Many cities around the world are successful while having much more widespread heritage protection than we are talking about here. It is also important to recognise that the Griffins envisaged a far denser city than the one we have at the moment, not as tall perhaps but with many more people living in areas like Constitution Avenue. The Griffins also envisaged a train going into Civic and trams. We should not see the Griffin legacy as in any way stopping public transport. The Griffin plan, if protected with a heritage listing, would not be a call to freeze our city.

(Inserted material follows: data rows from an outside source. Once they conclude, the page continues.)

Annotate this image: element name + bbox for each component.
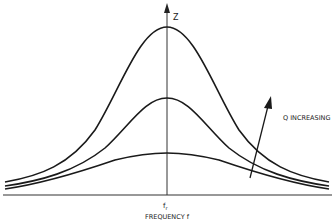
- x-axis-label: FREQUENCY f: [145, 213, 190, 221]
- center-frequency-label: fr: [163, 202, 168, 211]
- arrowhead-icon: [264, 96, 272, 109]
- annotation-label: Q INCREASING: [283, 114, 331, 122]
- resonance-diagram: Z Q INCREASING fr FREQUENCY f: [0, 0, 335, 223]
- y-axis-label: Z: [173, 13, 179, 22]
- y-axis-arrow-icon: [164, 3, 170, 13]
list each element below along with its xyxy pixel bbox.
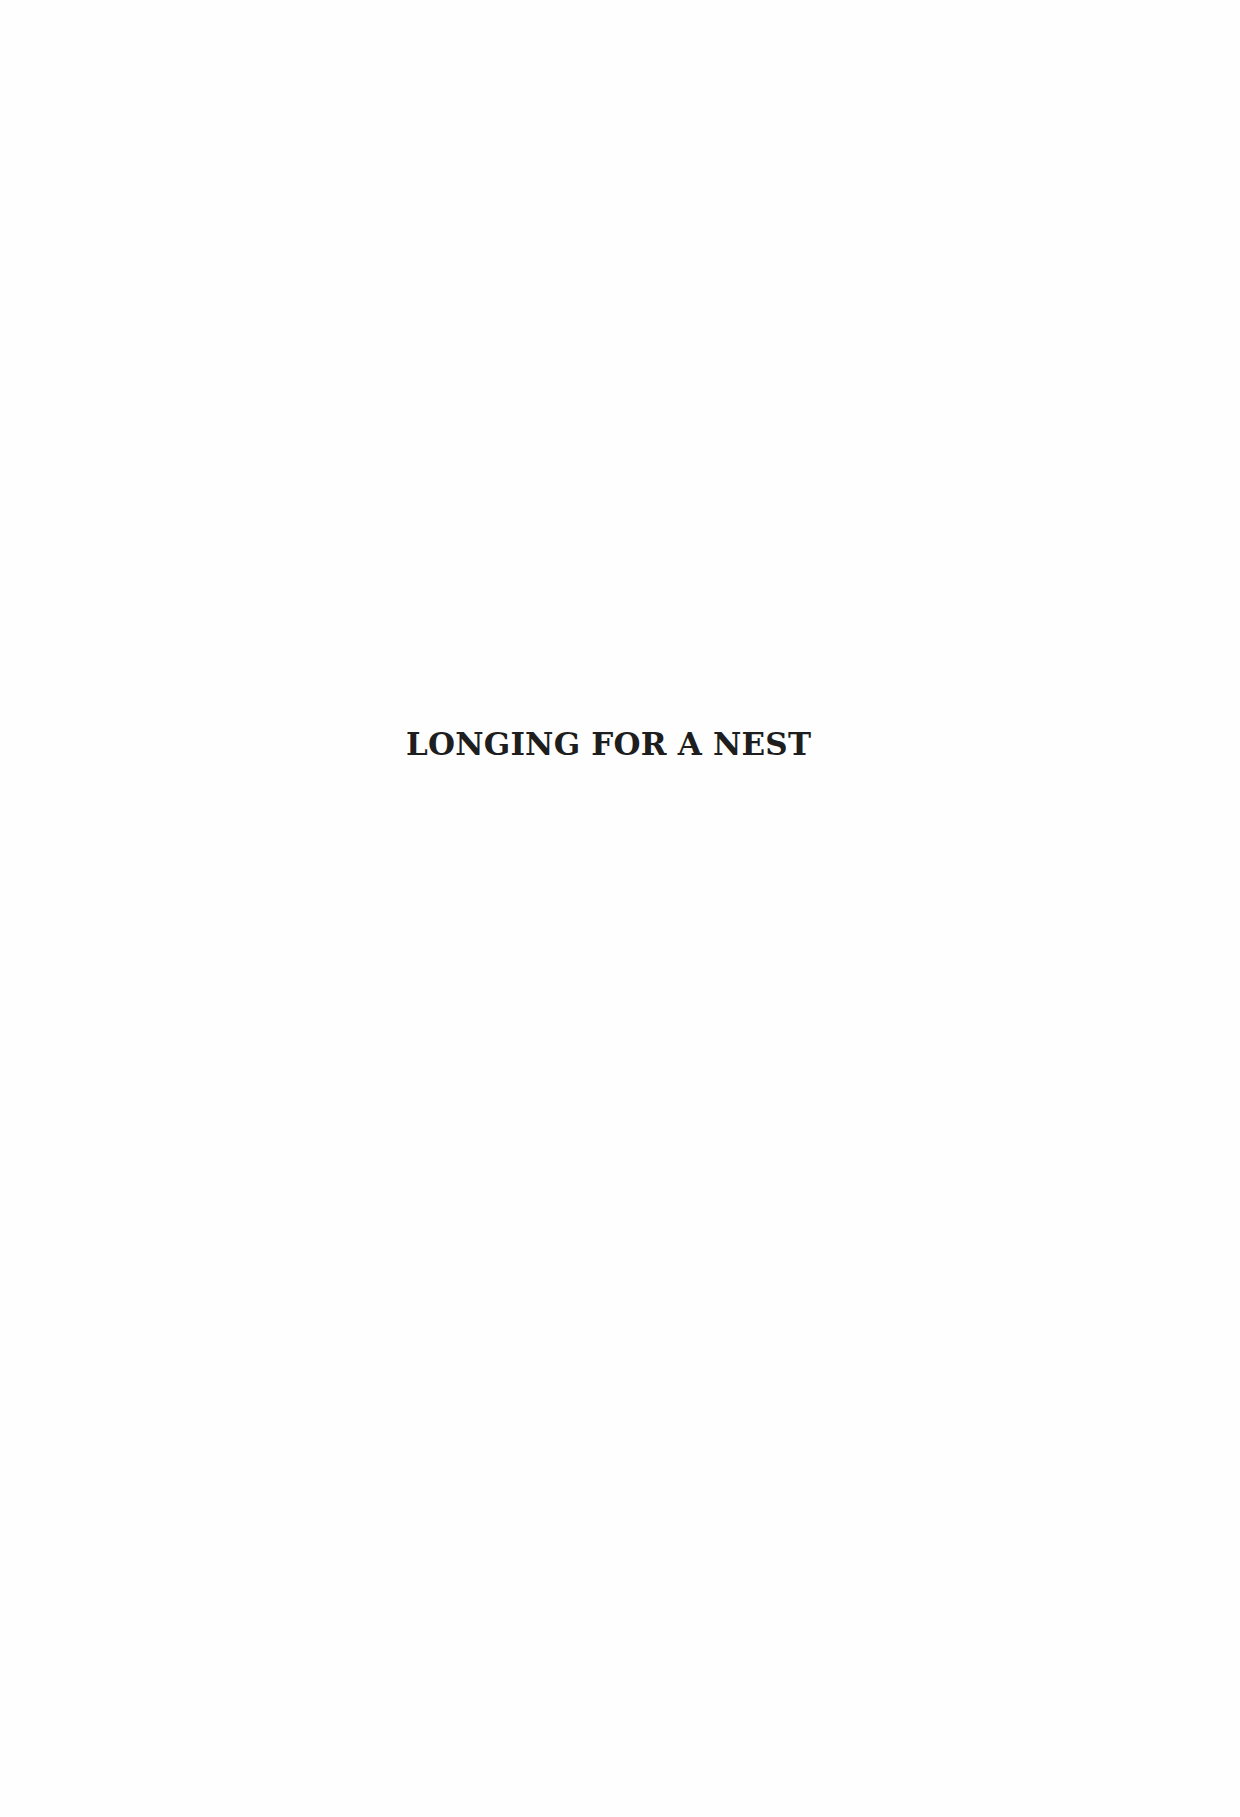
page-title: LONGING FOR A NEST	[406, 722, 888, 766]
book-page: LONGING FOR A NEST	[0, 0, 1240, 1817]
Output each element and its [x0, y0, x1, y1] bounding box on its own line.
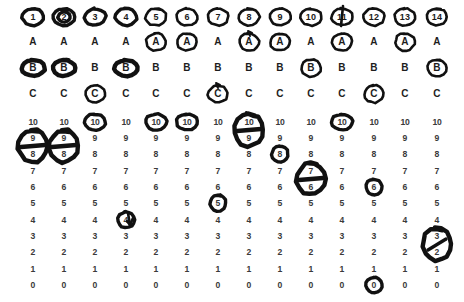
scale-value-col-5-0: 0 [154, 281, 159, 290]
scale-value-col-14-6: 6 [435, 183, 440, 192]
scale-value-col-9-1: 1 [278, 265, 283, 274]
option-c-col-9: C [276, 89, 283, 99]
option-b-col-4: B [122, 63, 129, 73]
scale-value-col-10-6: 6 [309, 183, 314, 192]
option-b-col-8: B [245, 63, 252, 73]
scale-value-col-10-5: 5 [309, 199, 314, 208]
scale-value-col-10-2: 2 [309, 248, 314, 257]
scale-value-col-1-9: 9 [31, 134, 36, 143]
span-oval-col-2-9-8 [41, 122, 87, 170]
scale-value-col-8-3: 3 [247, 232, 252, 241]
scale-value-col-5-6: 6 [154, 183, 159, 192]
scale-value-col-2-1: 1 [62, 265, 67, 274]
scale-value-col-3-9: 9 [93, 134, 98, 143]
option-a-col-10: A [307, 37, 314, 47]
option-c-col-6: C [183, 89, 190, 99]
scale-value-col-10-4: 4 [309, 216, 314, 225]
option-b-col-11: B [338, 63, 345, 73]
scale-value-col-1-6: 6 [31, 183, 36, 192]
header-item-number: 8 [246, 13, 251, 22]
header-item-number: 13 [400, 13, 410, 22]
scale-value-col-9-9: 9 [278, 134, 283, 143]
scale-value-col-10-10: 10 [307, 118, 316, 127]
scale-value-col-11-0: 0 [340, 281, 345, 290]
header-item-number: 9 [277, 13, 282, 22]
header-item-number: 7 [215, 13, 220, 22]
scale-value-col-14-4: 4 [435, 216, 440, 225]
option-a-col-2: A [60, 37, 67, 47]
scale-value-col-8-4: 4 [247, 216, 252, 225]
scale-value-col-3-2: 2 [93, 248, 98, 257]
option-b-col-6: B [183, 63, 190, 73]
scale-value-col-13-7: 7 [403, 167, 408, 176]
scale-value-col-9-0: 0 [278, 281, 283, 290]
scale-value-col-6-5: 5 [185, 199, 190, 208]
scale-value-col-10-8: 8 [309, 150, 314, 159]
header-item-number: 10 [306, 13, 316, 22]
scale-value-col-9-3: 3 [278, 232, 283, 241]
option-a-col-13: A [401, 37, 408, 47]
option-a-col-6: A [183, 37, 190, 47]
option-b-col-10: B [307, 63, 314, 73]
scale-value-col-11-1: 1 [340, 265, 345, 274]
scale-value-col-8-9: 9 [247, 134, 252, 143]
scale-value-col-13-8: 8 [403, 150, 408, 159]
scale-value-col-7-2: 2 [216, 248, 221, 257]
scale-value-col-12-2: 2 [372, 248, 377, 257]
scale-value-col-12-1: 1 [372, 265, 377, 274]
scale-value-col-2-0: 0 [62, 281, 67, 290]
scale-value-col-7-10: 10 [214, 118, 223, 127]
scale-value-col-10-9: 9 [309, 134, 314, 143]
scale-value-col-2-8: 8 [62, 150, 67, 159]
scale-value-col-14-7: 7 [435, 167, 440, 176]
span-oval-col-8-10-9 [226, 106, 272, 154]
scale-value-col-4-10: 10 [122, 118, 131, 127]
scale-value-col-13-1: 1 [403, 265, 408, 274]
scale-value-col-4-1: 1 [124, 265, 129, 274]
scale-value-col-4-7: 7 [124, 167, 129, 176]
scale-value-col-6-3: 3 [185, 232, 190, 241]
scale-value-col-9-5: 5 [278, 199, 283, 208]
scale-value-col-9-8: 8 [278, 150, 283, 159]
scale-value-col-8-8: 8 [247, 150, 252, 159]
option-c-col-14: C [433, 89, 440, 99]
scale-value-col-13-9: 9 [403, 134, 408, 143]
scale-value-col-11-7: 7 [340, 167, 345, 176]
option-b-col-7: B [214, 63, 221, 73]
scale-value-col-11-4: 4 [340, 216, 345, 225]
scale-value-col-8-5: 5 [247, 199, 252, 208]
scale-value-col-12-8: 8 [372, 150, 377, 159]
scale-value-col-2-5: 5 [62, 199, 67, 208]
scale-value-col-12-10: 10 [370, 118, 379, 127]
scale-value-col-1-10: 10 [29, 118, 38, 127]
scale-value-col-2-9: 9 [62, 134, 67, 143]
option-b-col-2: B [60, 63, 67, 73]
scale-value-col-3-6: 6 [93, 183, 98, 192]
scale-value-col-14-8: 8 [435, 150, 440, 159]
option-a-col-3: A [91, 37, 98, 47]
scale-value-col-6-6: 6 [185, 183, 190, 192]
scale-value-col-4-2: 2 [124, 248, 129, 257]
scale-value-col-9-2: 2 [278, 248, 283, 257]
scale-value-col-11-2: 2 [340, 248, 345, 257]
scale-value-col-7-7: 7 [216, 167, 221, 176]
scale-value-col-4-6: 6 [124, 183, 129, 192]
scale-value-col-14-2: 2 [435, 248, 440, 257]
scale-value-col-6-7: 7 [185, 167, 190, 176]
scale-value-col-5-1: 1 [154, 265, 159, 274]
header-item-number: 3 [92, 13, 97, 22]
scale-value-col-11-10: 10 [338, 118, 347, 127]
scale-value-col-3-0: 0 [93, 281, 98, 290]
option-c-col-12: C [370, 89, 377, 99]
span-oval-col-14-3-2 [414, 220, 460, 268]
scale-value-col-1-7: 7 [31, 167, 36, 176]
scale-value-col-1-1: 1 [31, 265, 36, 274]
scale-value-col-3-7: 7 [93, 167, 98, 176]
scale-value-col-14-5: 5 [435, 199, 440, 208]
scale-value-col-11-9: 9 [340, 134, 345, 143]
scale-value-col-5-4: 4 [154, 216, 159, 225]
scale-value-col-6-0: 0 [185, 281, 190, 290]
scale-value-col-7-9: 9 [216, 134, 221, 143]
option-a-col-7: A [214, 37, 221, 47]
option-a-col-12: A [370, 37, 377, 47]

I echo Ms Lawder’s comments about Marion Mahony Griffin. The biggest gap in naming is not, of course, of Sir Walter Burley Griffin. He has a lake named after him, and that is Canberra’s biggest landmark. Everybody who moves to Canberra quickly learns the name of the lake. Marion Griffin only has the viewpoint on the top of Mount Ainslie named after her, and very few people are even aware that that is named after her. Yet historians say that Walter’s entry only won the design competition because of Marion. He was allegedly something of a ditherer, and apparently history says he would not have even got the competition entry finished and submitted without her pressure. When it came to judging, it was her artist’s impression that swayed the final decision. She is considered to have been one of the finest architectural artists of her generation. I also second Ms Lawder’s comments about her role as a female architect and the importance of that.